IOZ, on the reality of money:
...any claims that it even approaches the status of universal convention are bogus. I mean, if you're poor, it's real enough, but at the level of a trillion-dollar annual deficit it is basically a totally self-referential metafictive device.
This is exactly what I've always said. Money rules every single aspect of our lives, no matter how hard we try to separate it at least from certain spheres, but in the end it's entirely fictional. It only has any signficance because we all agree, every day, that it does. If we stopped doing that, money would cease to matter. And it wouldn't take very many immensely wealthy people calling off the drama to end the pretense once and for all.
Unfortunately, for the vast majority of us who do not have much money, the only way we could be successful in ending the fiction is if we all did it simultaneously, which will most likely never happen.

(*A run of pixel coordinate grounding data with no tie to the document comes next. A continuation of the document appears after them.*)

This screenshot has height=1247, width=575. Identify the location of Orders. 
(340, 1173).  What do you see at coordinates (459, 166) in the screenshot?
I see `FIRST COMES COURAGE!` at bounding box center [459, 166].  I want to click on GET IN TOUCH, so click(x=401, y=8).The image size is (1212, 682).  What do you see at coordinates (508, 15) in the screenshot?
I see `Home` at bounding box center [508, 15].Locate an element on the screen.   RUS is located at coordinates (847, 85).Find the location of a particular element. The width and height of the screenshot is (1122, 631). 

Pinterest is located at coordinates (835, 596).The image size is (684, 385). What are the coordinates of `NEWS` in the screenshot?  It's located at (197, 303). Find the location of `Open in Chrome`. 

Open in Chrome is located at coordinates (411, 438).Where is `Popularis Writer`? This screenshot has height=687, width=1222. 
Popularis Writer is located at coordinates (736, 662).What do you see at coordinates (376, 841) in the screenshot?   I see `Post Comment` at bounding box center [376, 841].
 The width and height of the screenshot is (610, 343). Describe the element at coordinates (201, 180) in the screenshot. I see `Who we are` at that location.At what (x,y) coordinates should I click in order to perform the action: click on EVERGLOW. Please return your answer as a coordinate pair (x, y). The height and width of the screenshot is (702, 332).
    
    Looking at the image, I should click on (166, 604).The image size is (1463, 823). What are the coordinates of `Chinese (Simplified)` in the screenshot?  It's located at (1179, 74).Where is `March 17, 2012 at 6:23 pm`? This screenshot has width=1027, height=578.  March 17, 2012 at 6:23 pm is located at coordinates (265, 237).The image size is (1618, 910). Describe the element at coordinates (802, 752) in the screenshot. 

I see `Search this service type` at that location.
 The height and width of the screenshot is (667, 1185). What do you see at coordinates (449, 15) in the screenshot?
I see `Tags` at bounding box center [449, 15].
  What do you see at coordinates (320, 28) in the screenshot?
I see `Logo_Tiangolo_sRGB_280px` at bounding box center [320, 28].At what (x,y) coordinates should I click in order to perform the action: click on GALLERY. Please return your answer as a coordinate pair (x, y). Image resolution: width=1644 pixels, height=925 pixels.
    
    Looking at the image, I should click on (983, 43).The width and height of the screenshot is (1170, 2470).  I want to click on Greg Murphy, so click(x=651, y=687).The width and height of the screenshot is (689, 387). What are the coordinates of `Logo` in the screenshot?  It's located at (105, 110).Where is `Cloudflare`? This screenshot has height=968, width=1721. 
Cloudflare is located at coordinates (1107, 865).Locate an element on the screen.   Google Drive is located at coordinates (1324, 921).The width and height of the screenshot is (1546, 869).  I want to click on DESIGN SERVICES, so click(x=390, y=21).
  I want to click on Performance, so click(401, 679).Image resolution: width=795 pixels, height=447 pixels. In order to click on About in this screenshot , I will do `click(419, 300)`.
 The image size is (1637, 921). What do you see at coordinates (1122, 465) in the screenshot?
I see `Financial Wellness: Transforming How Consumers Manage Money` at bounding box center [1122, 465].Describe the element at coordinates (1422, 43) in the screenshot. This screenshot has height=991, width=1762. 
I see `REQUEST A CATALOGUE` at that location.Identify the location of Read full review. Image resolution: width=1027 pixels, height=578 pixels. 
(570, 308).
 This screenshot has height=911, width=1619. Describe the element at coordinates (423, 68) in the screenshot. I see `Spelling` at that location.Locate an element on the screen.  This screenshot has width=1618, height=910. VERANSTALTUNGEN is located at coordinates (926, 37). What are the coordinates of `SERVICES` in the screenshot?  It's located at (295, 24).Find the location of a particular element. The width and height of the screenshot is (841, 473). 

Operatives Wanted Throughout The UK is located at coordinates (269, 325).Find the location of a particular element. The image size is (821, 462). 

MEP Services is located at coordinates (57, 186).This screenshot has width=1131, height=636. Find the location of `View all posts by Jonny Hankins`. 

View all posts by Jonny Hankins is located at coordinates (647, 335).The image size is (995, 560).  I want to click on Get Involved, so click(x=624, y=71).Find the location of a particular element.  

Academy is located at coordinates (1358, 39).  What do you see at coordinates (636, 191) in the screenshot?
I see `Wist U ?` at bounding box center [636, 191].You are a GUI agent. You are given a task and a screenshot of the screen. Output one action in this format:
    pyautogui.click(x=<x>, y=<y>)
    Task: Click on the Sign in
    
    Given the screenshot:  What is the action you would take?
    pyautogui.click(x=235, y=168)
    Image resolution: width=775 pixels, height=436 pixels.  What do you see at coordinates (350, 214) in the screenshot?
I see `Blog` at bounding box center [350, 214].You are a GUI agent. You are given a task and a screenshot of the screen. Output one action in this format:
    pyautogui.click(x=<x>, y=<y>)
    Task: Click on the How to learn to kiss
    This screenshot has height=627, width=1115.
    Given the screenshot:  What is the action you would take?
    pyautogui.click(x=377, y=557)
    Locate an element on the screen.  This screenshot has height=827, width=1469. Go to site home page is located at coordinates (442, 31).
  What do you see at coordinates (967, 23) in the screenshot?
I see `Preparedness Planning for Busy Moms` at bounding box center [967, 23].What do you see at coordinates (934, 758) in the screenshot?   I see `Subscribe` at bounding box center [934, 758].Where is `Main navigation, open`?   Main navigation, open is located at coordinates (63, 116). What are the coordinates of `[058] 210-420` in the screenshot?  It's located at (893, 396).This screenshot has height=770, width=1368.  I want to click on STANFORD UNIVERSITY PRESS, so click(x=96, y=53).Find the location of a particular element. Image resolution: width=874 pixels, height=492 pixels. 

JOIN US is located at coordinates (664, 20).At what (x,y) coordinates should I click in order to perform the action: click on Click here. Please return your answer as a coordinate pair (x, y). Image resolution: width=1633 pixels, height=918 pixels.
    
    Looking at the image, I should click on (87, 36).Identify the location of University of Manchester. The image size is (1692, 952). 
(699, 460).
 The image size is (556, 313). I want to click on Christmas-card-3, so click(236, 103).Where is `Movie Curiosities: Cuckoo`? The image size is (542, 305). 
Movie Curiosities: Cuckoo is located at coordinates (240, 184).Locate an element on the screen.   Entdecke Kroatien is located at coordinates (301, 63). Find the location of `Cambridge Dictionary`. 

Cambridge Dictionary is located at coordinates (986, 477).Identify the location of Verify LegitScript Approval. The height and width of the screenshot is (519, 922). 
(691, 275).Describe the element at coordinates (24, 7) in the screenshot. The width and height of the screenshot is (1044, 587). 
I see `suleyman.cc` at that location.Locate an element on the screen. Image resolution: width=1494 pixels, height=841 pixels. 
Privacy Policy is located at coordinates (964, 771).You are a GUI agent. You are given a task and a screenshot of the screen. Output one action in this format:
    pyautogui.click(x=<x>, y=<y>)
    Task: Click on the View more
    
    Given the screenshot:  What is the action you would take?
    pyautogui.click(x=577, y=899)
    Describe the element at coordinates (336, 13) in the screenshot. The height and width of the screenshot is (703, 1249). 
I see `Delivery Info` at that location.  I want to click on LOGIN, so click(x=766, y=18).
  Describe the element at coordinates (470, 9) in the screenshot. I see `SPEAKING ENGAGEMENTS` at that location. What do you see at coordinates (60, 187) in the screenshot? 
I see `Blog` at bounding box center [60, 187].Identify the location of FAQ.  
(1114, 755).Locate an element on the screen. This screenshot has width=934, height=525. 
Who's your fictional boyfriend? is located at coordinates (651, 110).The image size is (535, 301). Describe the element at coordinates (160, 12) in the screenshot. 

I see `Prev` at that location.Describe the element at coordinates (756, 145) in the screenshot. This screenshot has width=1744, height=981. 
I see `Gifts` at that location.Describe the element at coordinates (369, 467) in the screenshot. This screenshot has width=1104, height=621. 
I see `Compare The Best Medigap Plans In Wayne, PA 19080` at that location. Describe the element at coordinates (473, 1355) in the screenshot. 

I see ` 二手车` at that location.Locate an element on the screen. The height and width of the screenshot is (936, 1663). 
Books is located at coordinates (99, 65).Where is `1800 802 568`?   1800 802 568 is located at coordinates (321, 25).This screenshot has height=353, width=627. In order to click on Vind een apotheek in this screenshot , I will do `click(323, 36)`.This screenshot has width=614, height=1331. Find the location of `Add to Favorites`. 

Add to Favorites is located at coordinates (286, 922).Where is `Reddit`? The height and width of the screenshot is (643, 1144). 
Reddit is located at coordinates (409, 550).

The personal risks to each of us if we're the only ones who show up are just too high. This is the same reason why a lot of things that should theoretically be easily achievable will never actually happen; for example, it's why they'll never give a war that nobody comes to.
3 comments:
Actually it's even simpler than that.
Even if you're in a hand-built log cabin growing your own veggies somewhere and using solar or what have you, somebody at some point owes some TAXES on the land (if nothing else) and that debt is payable only in Federal Reserve Notes.
It ultimately boils down to the fact that everyone is FORCED at some point to "owe" taxes and those can only be paid in FRN. Therefore you can't just "stop" using money, you're actually required to commit a crime in order to opt out of the system.
As Daniel Quinn noted, once you create the ownership of property (things, animals, plants, land) then you cannot escape the ownership of people (albeit via a proxy such as money in modern USAmerica case).
Ah, the veritable dilemma of us capital prisoners!
The prisoner's dilemma of us veritable capitalists! Um.
Soj--I wasn't thinking in exactly those terms, which are very useful, but the general idea is one of the things I meant by "the personal risks to each of us if we're the only ones who show up."